Witnesses alleged that the security guards physically assaulted Man Mat at the company compound, causing a bleeding head injury.

Human Rights Watch sent a letter to Think Biotech on March 18, seeking their response to the incident and any steps they may have taken to address the situation. The company has not responded.

On March 14 at about 3 p.m., the police arrived at the compound and took the four activists to the Sambor district police station, holding them overnight. On March 15, the Kratie provincial prosecutor questioned Ouch Leng, and the next day questioned the other three activists.

The provincial prosecutor ordered the four men released on March 16 without charges but indicated he would continue investigations into unspecified crimes they allegedly committed.

The authorities have been treating the four activists as suspects under court investigation. The authorities compelled the activists to hand over all documents and information from the camera, computer, phones, and memory cards they had been carrying. The prosecutor also indicated he was investigating the alleged assault against Man Mat.

The prosecutor suggested that the Cambodian Human Rights Task Force’s legal status was in jeopardy and ordered Ouch Leng to submit paperwork to the Interior Ministry to clarify the organization’s directorship. Leng has headed CHRTF since 2013 and registered the organization with the Interior Ministry before 2015, when the government adopted the controversial Law on Associations and Non-Governmental Organizations (LANGO).

The lingering legal investigation and threat of administrative actions against CHRTF creates significant obstacles for the four activists to conduct their work and activism without fear of harassment, Human Rights Watch said. The government has repeatedly used the broadly and vaguely worded LANGO against grassroots groups such as Ouch Leng’s.

Before a Taiwanese and a Cambodian bought Think Biotech Co. Ltd. in 2018, it was a subsidiary of the South Korean explosives and weapons producers, Hanwha Corporation. In 2012, the Cambodian government granted Think Biotech a 37,000-hectare forestry concession, with the stated aim of restoring a “degraded” forest at the edge of the Prey Lang forest. However, villagers and other local observers have repeatedly accused the company of cutting down protected resin trees used by villagers, and logging inside protected areas.

This has led the Prey Lang Community Network (PLCN) to regularly protest against the operations of Think Biotech, contending that the company is conducting its operations without any consultations with affected communities. The four activists had been collecting information about alleged illegal logging by Think Biotech. The authorities confiscated the information when they arrested the activists.

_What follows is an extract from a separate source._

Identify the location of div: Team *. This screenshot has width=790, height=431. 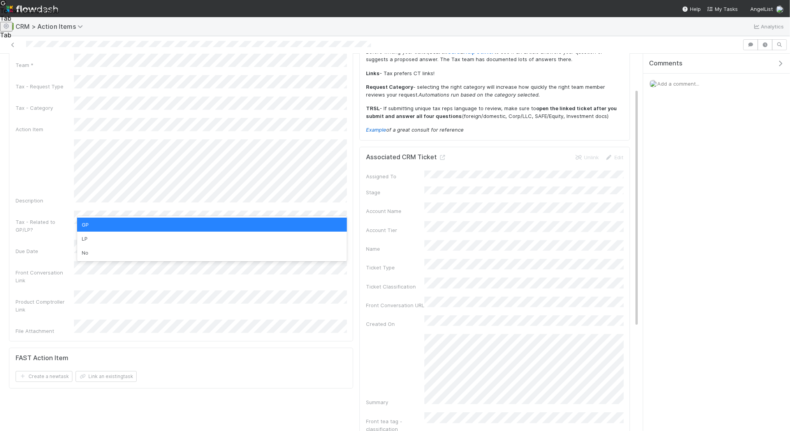
(45, 65).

In February, the PLCN claimed the Prey Lang forest had lost 41,758 hectares – approximately 10 percent of the forest – to deforestation between 2001 and 2018. It said that 4,536 hectares were lost in 2018 alone. Neth Pheaktra, the spokesperson for the Environment Ministry, denied the allegations, claiming the report was “polluting information,” “politically motivated,” and “untrue.” He claimed the PLCN was not registered with the Interior Ministry, similar to the accusation against the CHRTF.

The Prey Lang Wildlife Sanctuary, designated as such in 2016, spans the provinces of Kratie, Stung Treng, Kampong Thom, and Preah Vihear, and covers 431,683 hectares.

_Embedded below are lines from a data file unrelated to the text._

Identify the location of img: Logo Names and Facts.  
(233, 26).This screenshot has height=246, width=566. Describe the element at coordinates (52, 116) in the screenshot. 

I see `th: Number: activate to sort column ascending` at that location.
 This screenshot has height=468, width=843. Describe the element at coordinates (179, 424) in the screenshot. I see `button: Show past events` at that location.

In late February, the Environment Ministry deployed armed rangers to prevent hundreds of community members, monks, and environmental activists from entering parts of the Prey Lang’s protected forest area for an annual tree-blessing ceremony.

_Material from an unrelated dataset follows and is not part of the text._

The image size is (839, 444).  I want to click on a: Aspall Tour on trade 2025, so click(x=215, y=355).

“The authorities should be grateful to activists trying to protect Cambodia’s remaining forests instead of throwing up roadblocks to their activities,” Robertson said. “Donors and others invested in protecting Cambodia’s environment should call on the government to hold officials and companies breaking the law to account and support the brave environmental activists who may be the difference between a protected forest and a wasteland.”